Parallax: the apparent displacement or the difference in apparent direction of an object as seen from two different points not on a straight line with the object. [Merriam-Webster]
Basically, relative motion between different objects or scenes provides information about how far away their respective contents are from one another and the viewer. If you look out the window of a train, the foreground view changes rapidly—trees whip by!—while the background view changes slowly: those mountains in the distance don’t change much at all for long periods of time.
Parallax is a broadly applicable phenomenon,2 and is commonly exploited in animation: moving background and foreground content at different speeds to add depth to a scene. Once you start recognizing it, you’ll see it everywhere: in cartoons and video games and real life, when staring out the window of a moving vehicle.
For my own use of parallax in animation, I used Cuttle a web-based parametric CAD software that I love and have written about previously. Here is my initial proof-of-concept prototype:3
In the polished Cuttle implementation, I sketched out and uploaded a couple of background layers (the background ocean, the foreground shore) and a main character (the seagull).
Just rotating the gull back and forth didn’t give the gull the movement I wanted, so I ended up giving it independently-moving legs: I cropped the legs from the original sketch, and then added them in as their own objects and gave those objects a rotation of a few degrees for every frame increment.

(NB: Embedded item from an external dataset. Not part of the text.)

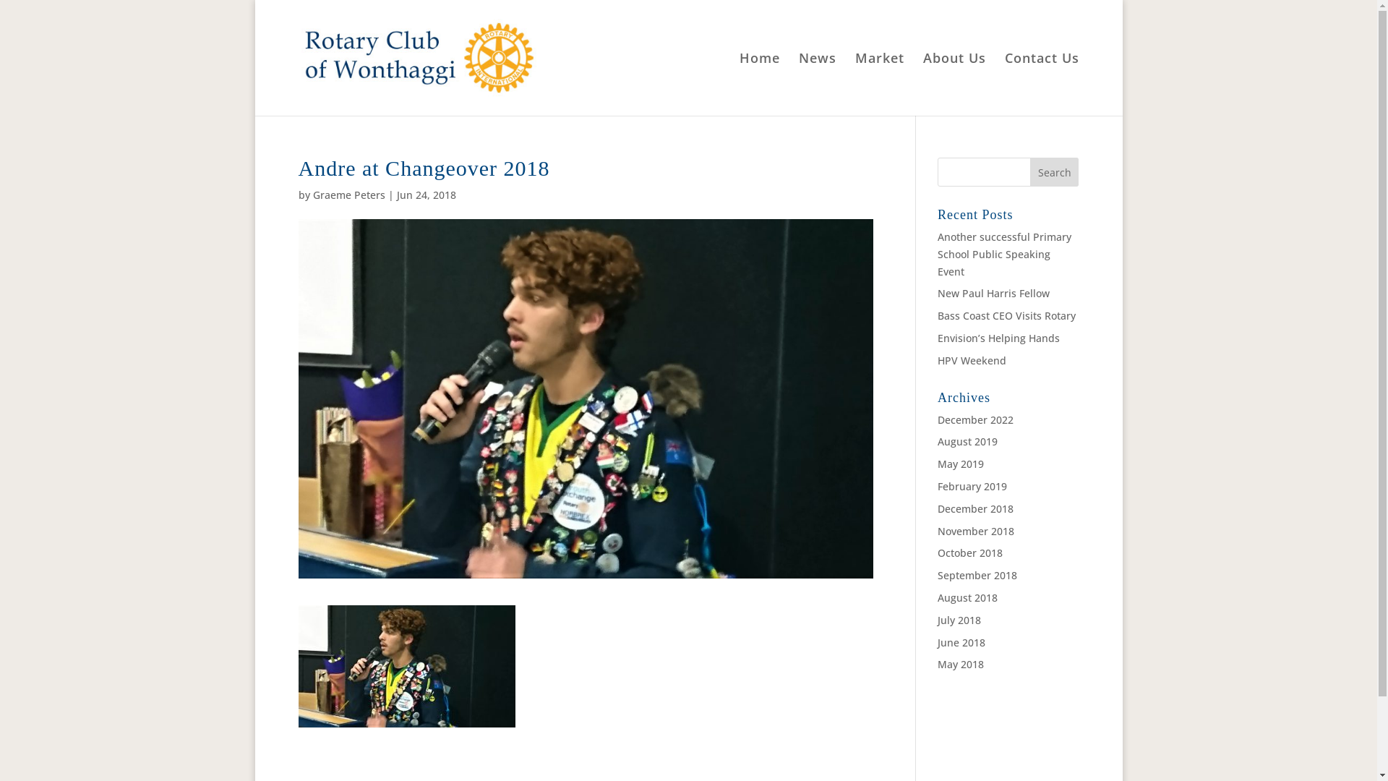 The image size is (1388, 781). Describe the element at coordinates (994, 294) in the screenshot. I see `New Paul Harris Fellow` at that location.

This is what the final animation looked like in Cuttle:
To convert a frame (a single still shot) of the digital animation into a frame of the physical Fliposcope, it must be printed onto the accompanying stickers, and then stuck onto the kit’s split-flap cards. A single animation frame is split horizontally across two stickers (the top half and bottom half of the image). Furthermore, an single sticker contains the the top and bottom frames from two consecutive frames, rather than the same frame, as each sticker is folded around a single split-flap card.
While Fliposcope provides a conversion tool for formatting a short video (or set of frames) to be printed onto the kit’s sticker-sheets, I figured I was already far enough down the Cuttle path that I might as well do that piece
myself. I set up a Cuttle object that formatted my frames correctly4 for the sticker paper.

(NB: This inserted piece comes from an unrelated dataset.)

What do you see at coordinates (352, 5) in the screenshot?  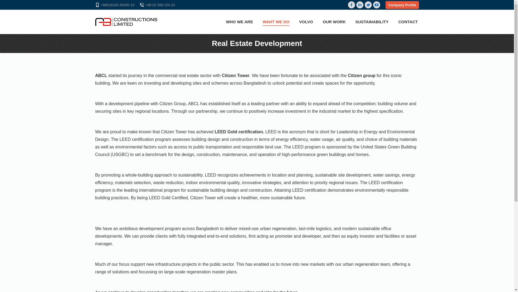 I see `Facebook` at bounding box center [352, 5].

I then printed the frames onto the stickers,5 put on some good music, and painted them with watercolor paints.
After the paint had dried, I put the stickers on the flaps, put the flaps in the Fliposcope spool, and hey presto! A running gull!

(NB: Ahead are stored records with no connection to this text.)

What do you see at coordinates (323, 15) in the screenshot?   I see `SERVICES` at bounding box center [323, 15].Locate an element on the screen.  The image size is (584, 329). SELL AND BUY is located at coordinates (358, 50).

Womp womp—my gull was running backwards. 😭
I sulked a bit, fixed up my Cuttle template, reviewed that fix several times, reprinted all the stickers, repainted all the stickers,
re-stuck all the stickers, and hey presto! A running gull!
Huzzah!
Overall, the challenging pieces of this project were:
Additionally, the relatively low-resolution 40-frame setup of the Fliposcope meant that my parallax animation was less obvious than I would have preferred, as a full loop of each layer had to fit into 40 frames. If I make another, I’ll probably simplify the background layer and remove any significant objects from it (i.e., not include the sailboat or cloud clusters). If you make your own—and I encourage you to do so!—keep this in mind when you design your own layers.
Would it have been faster to just draw everything by hand from the start? Perhaps! But that is besides the point.
Want to make your own Fliposcope following this approach? My Cuttle template and instructions are here. Thanks to the Fliposcope team for developing the kit, and to my parents for gifting it to me!